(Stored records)
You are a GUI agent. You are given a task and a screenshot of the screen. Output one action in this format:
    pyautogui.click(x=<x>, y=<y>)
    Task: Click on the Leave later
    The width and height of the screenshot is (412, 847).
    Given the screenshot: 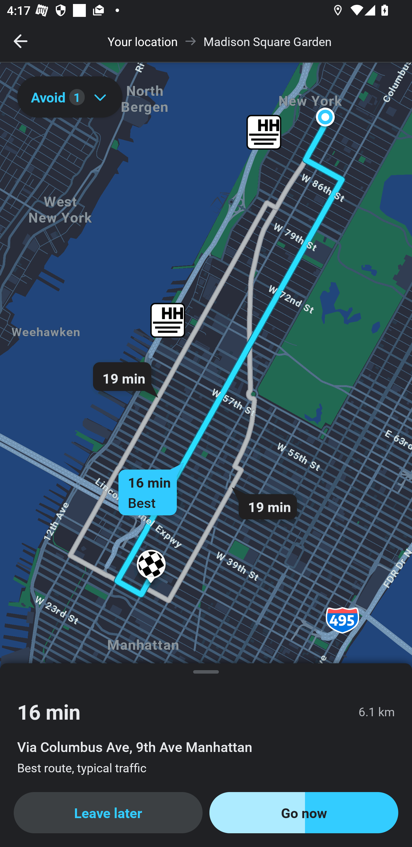 What is the action you would take?
    pyautogui.click(x=108, y=813)
    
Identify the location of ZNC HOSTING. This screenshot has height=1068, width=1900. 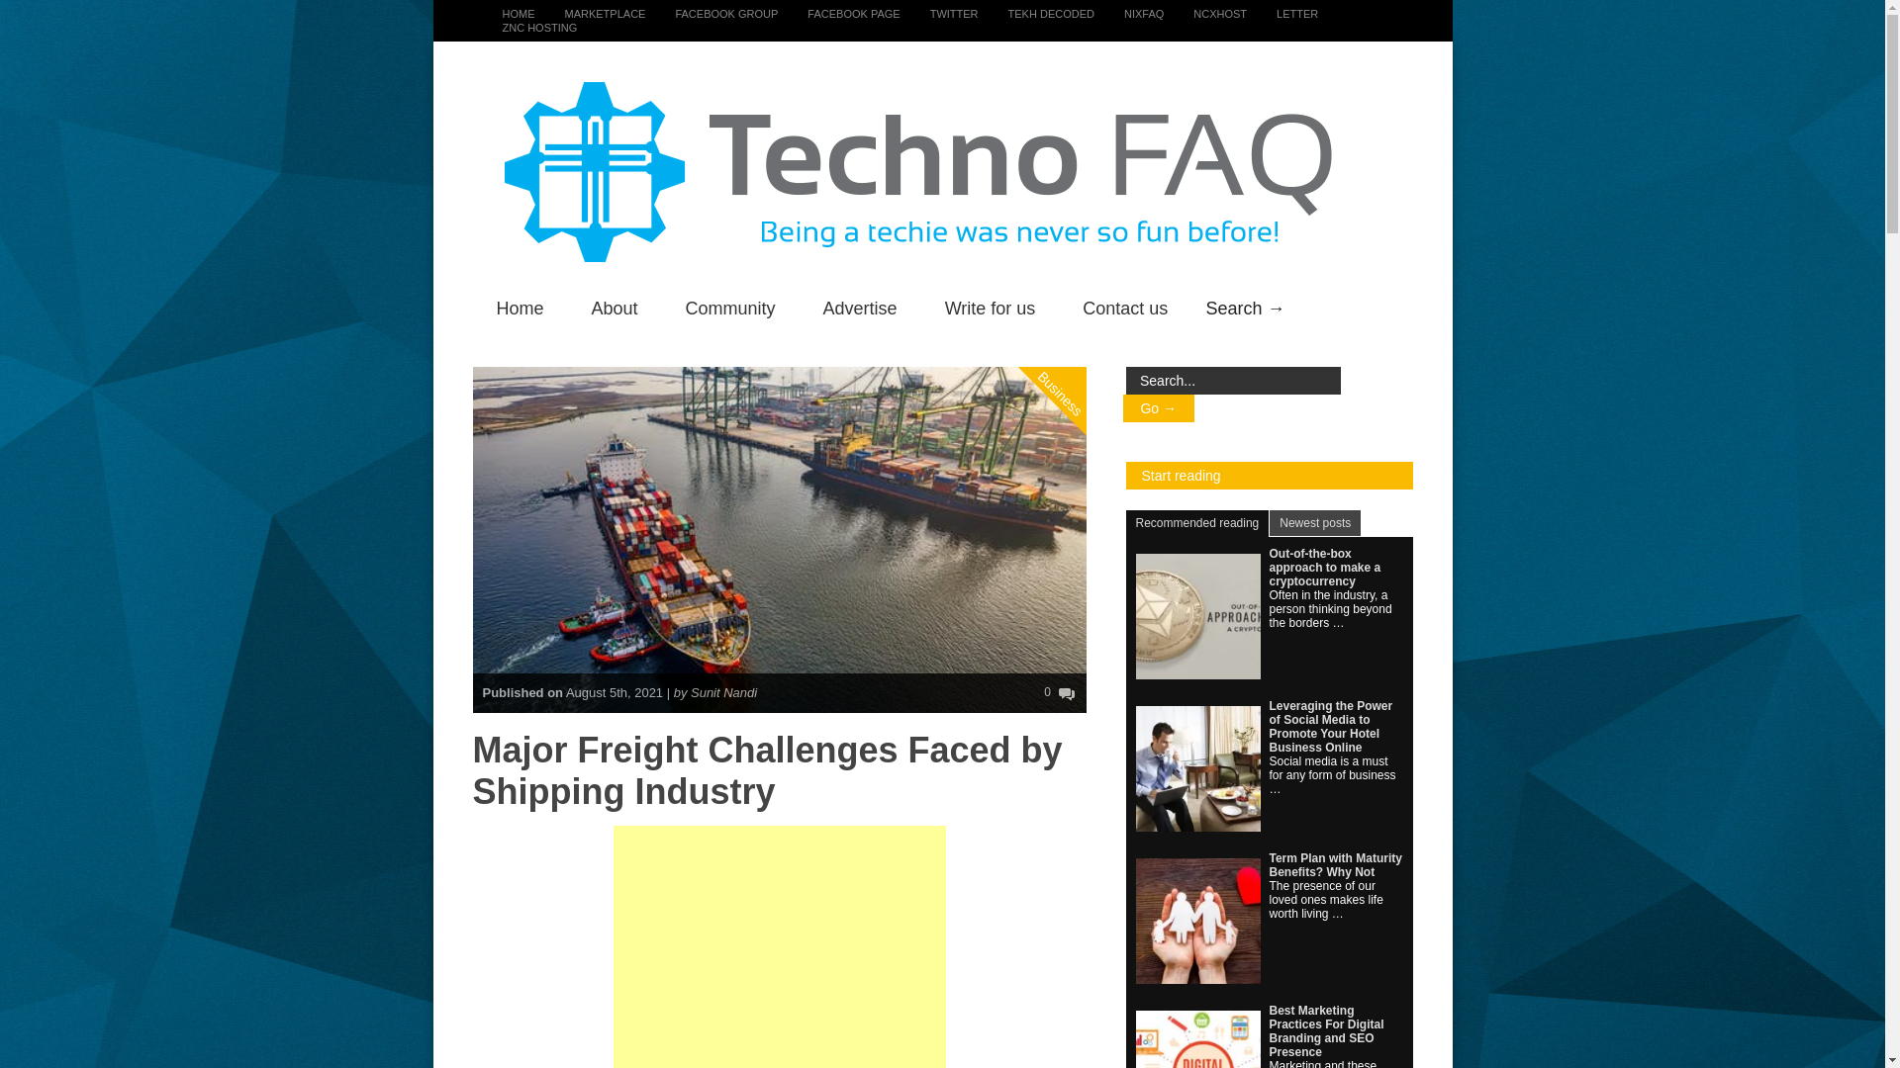
(524, 27).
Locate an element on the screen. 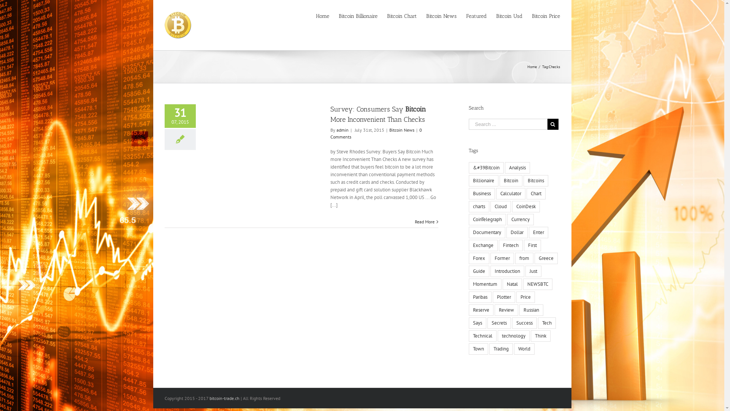 Image resolution: width=730 pixels, height=411 pixels. Greece is located at coordinates (546, 258).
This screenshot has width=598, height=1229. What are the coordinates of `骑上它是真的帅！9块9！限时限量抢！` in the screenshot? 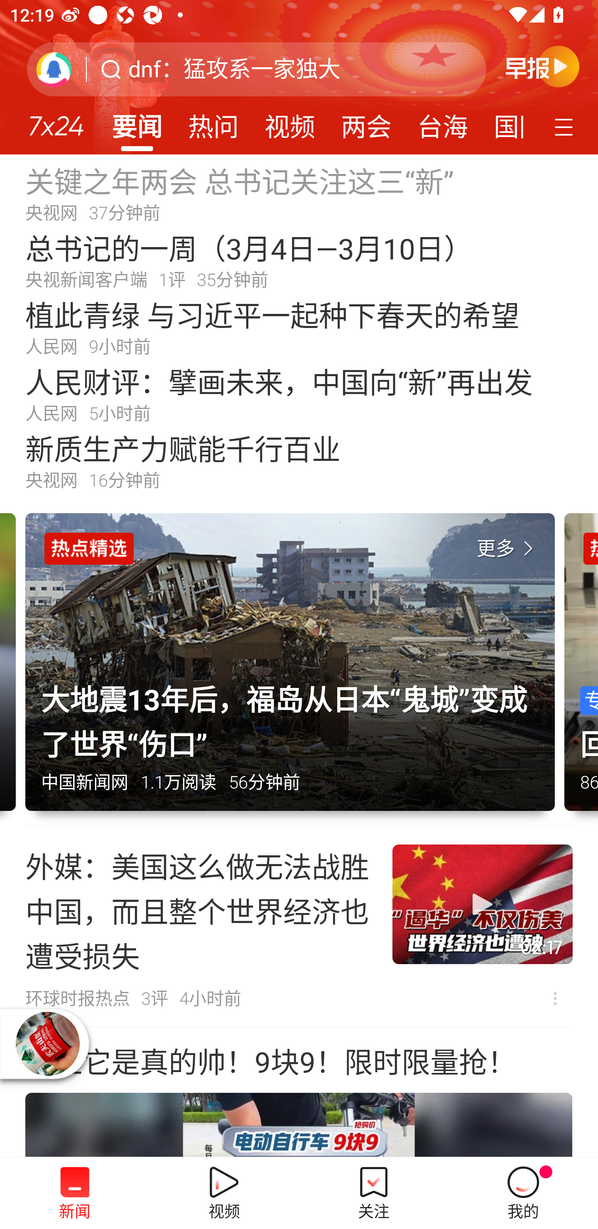 It's located at (299, 1093).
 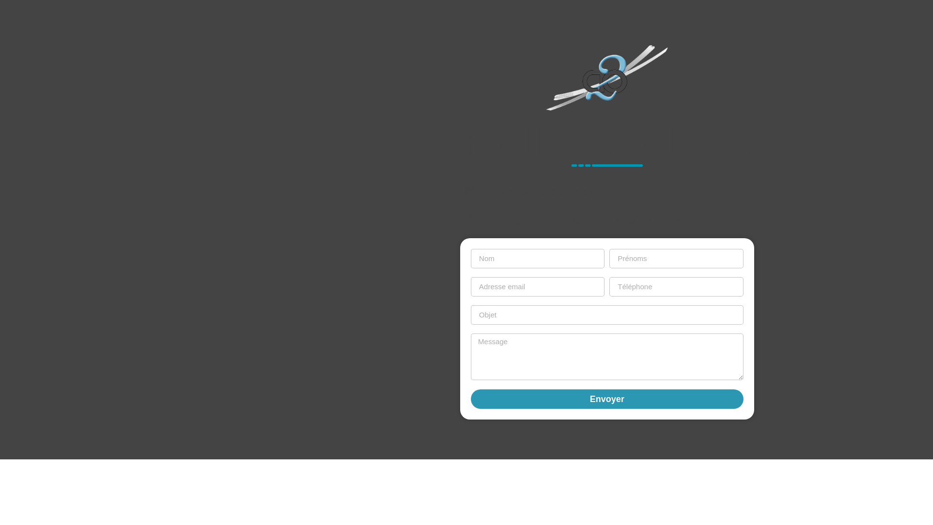 What do you see at coordinates (637, 221) in the screenshot?
I see `+33 6 32 79 12 35` at bounding box center [637, 221].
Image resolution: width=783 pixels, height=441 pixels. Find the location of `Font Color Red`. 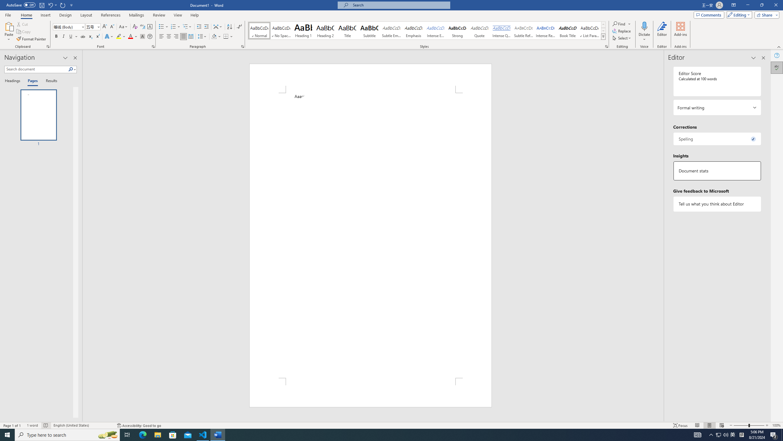

Font Color Red is located at coordinates (130, 37).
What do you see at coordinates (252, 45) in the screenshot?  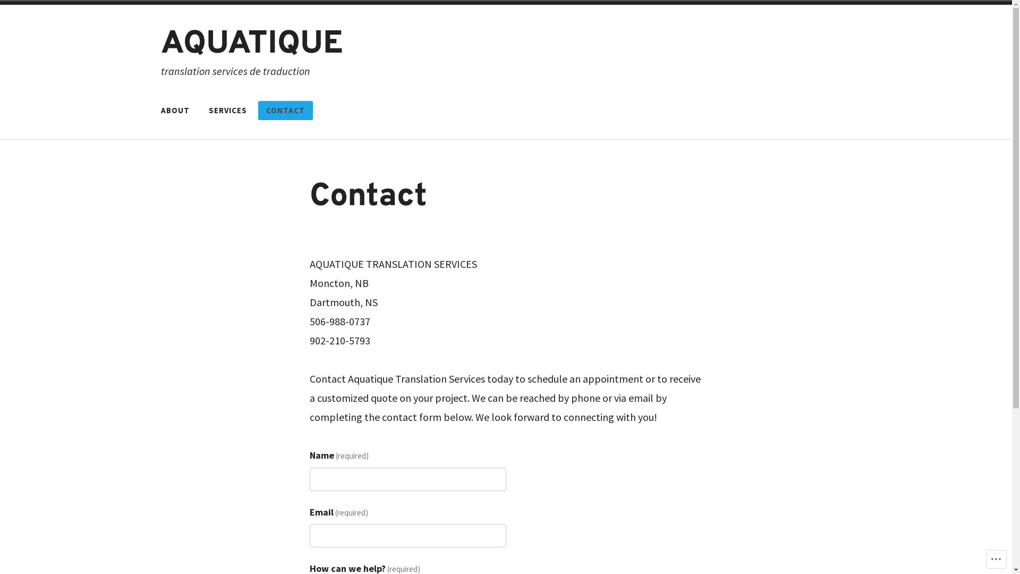 I see `AQUATIQUE` at bounding box center [252, 45].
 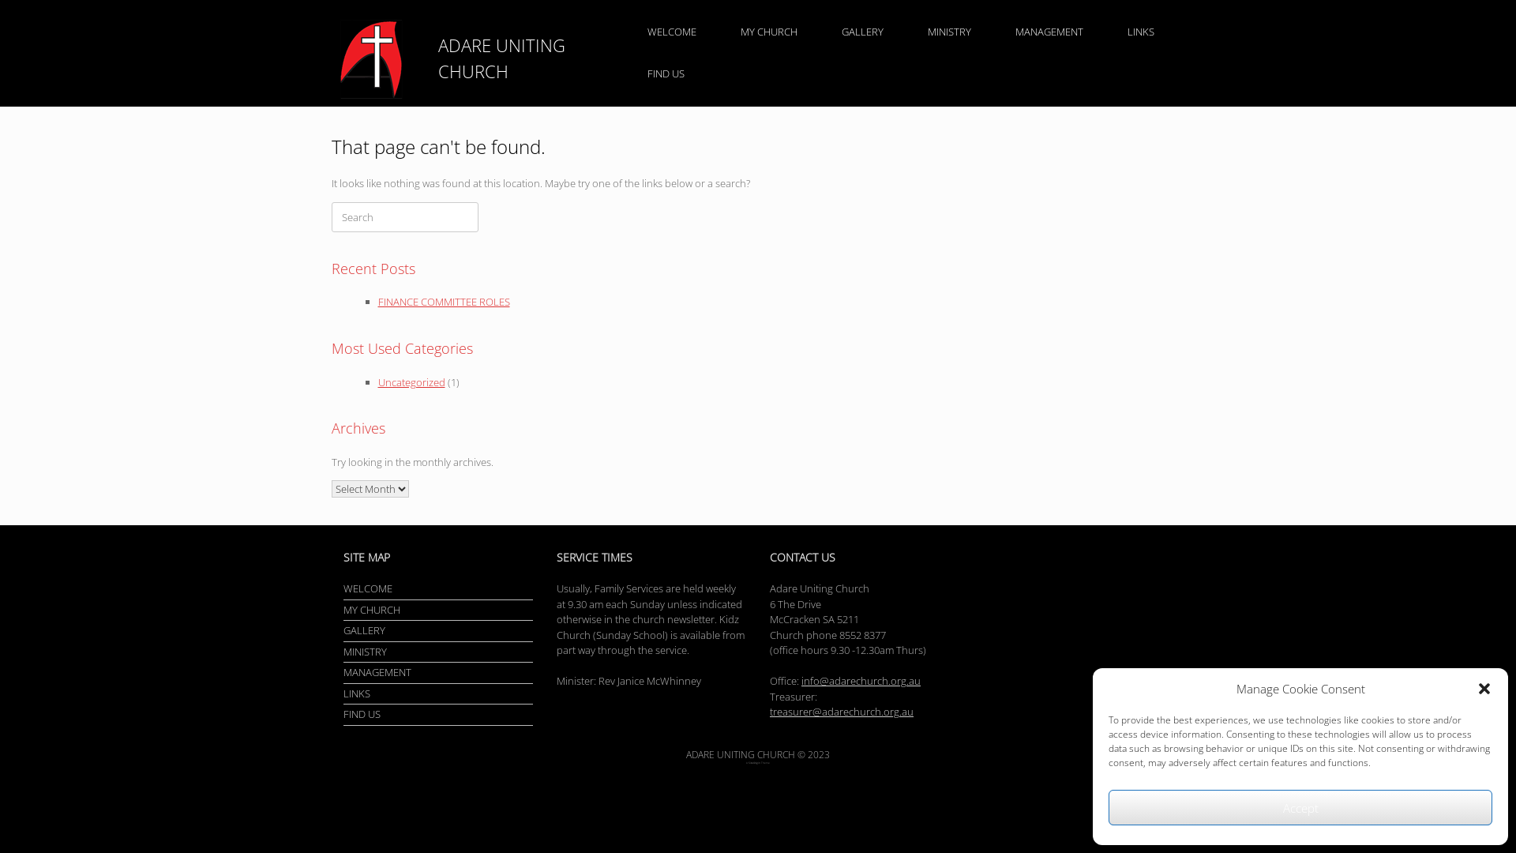 I want to click on MY CHURCH, so click(x=438, y=612).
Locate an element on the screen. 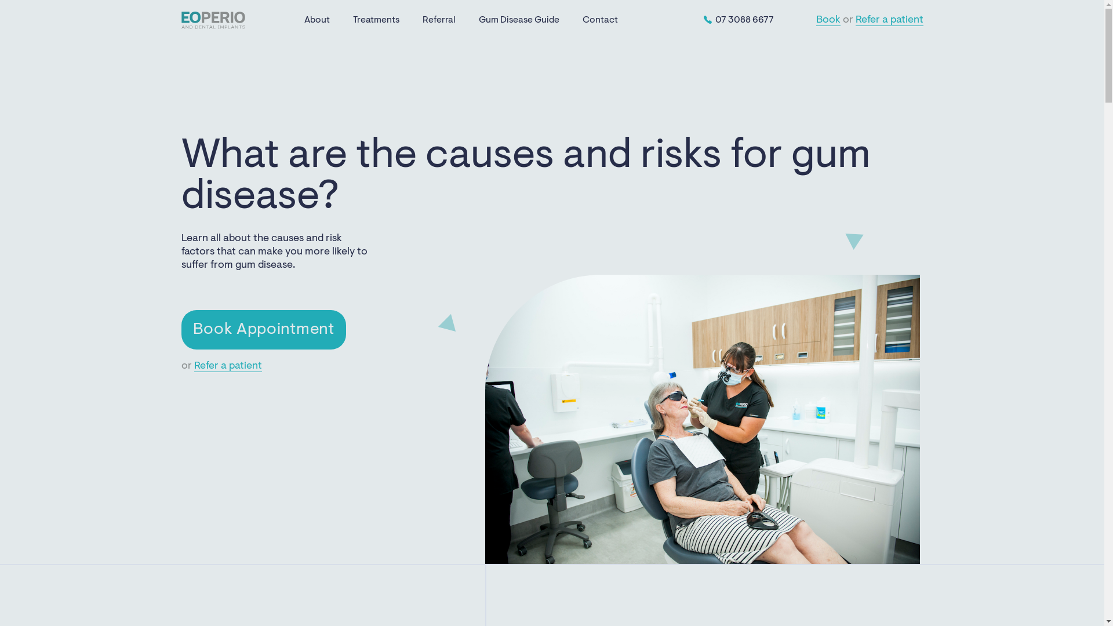  Treatments is located at coordinates (376, 20).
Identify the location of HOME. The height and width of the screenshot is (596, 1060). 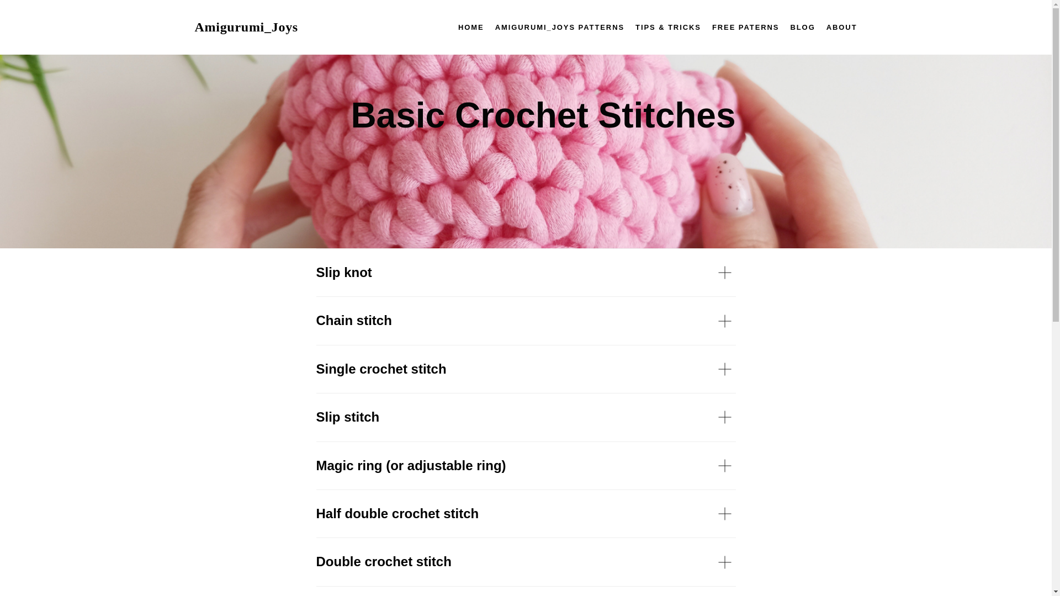
(471, 28).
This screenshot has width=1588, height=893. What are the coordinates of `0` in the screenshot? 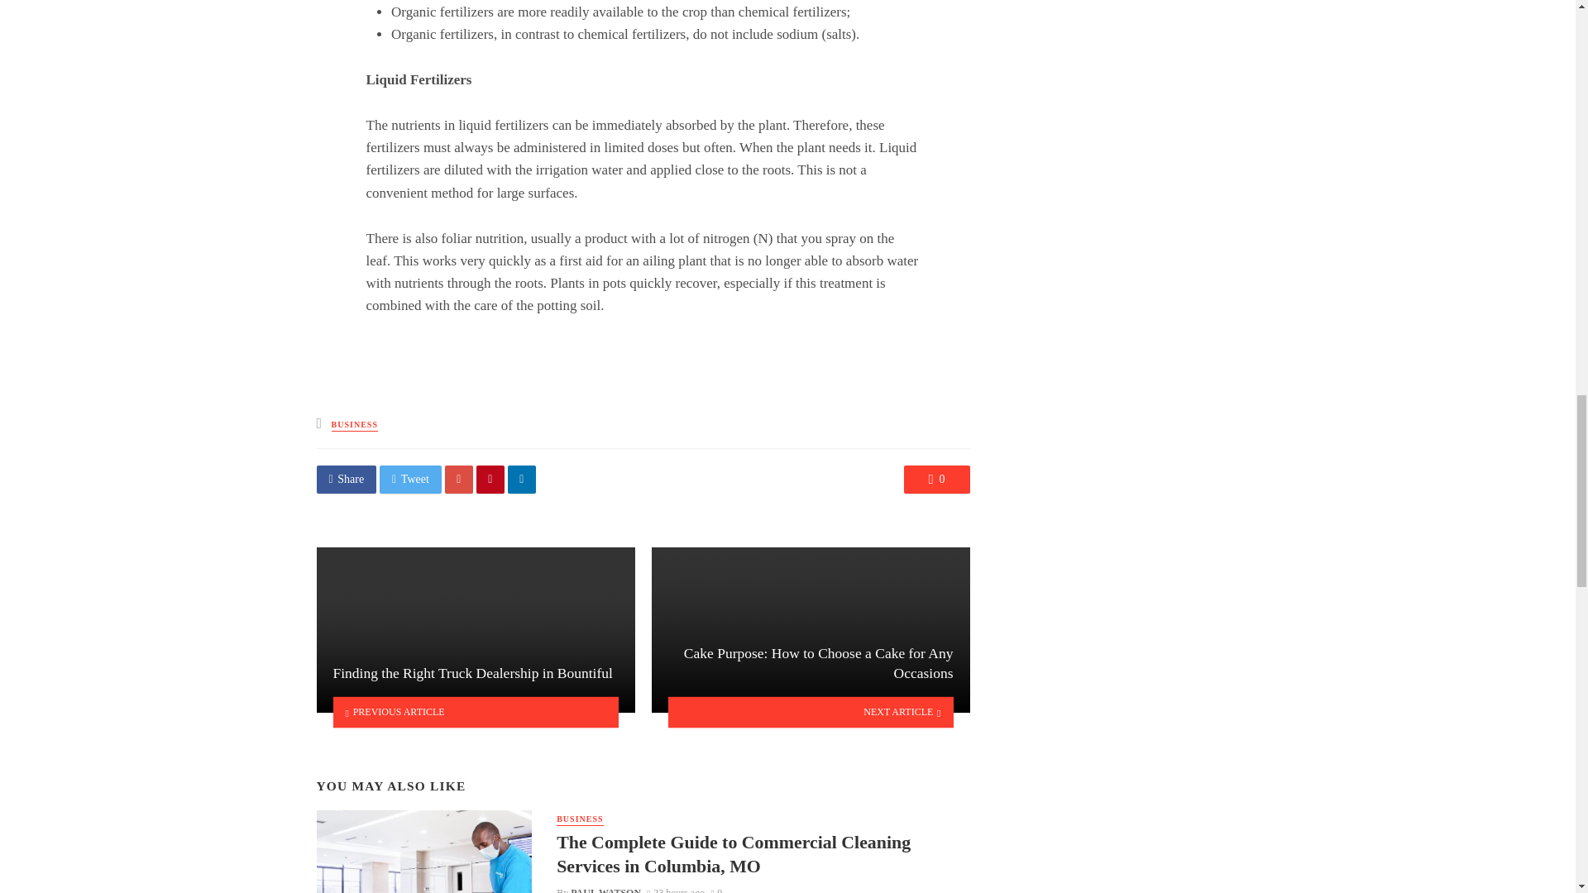 It's located at (936, 480).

PROBLEM DESCRIPTION →
Set down, word for word, each line from the top of the records above through the line with "The width and".

RESPONSE BELOW →
You are a GUI agent. You are given a task and a screenshot of the screen. Output one action in this format:
    pyautogui.click(x=<x>, y=<y>)
    Task: Click on the Leave later
    The width and height of the screenshot is (412, 847).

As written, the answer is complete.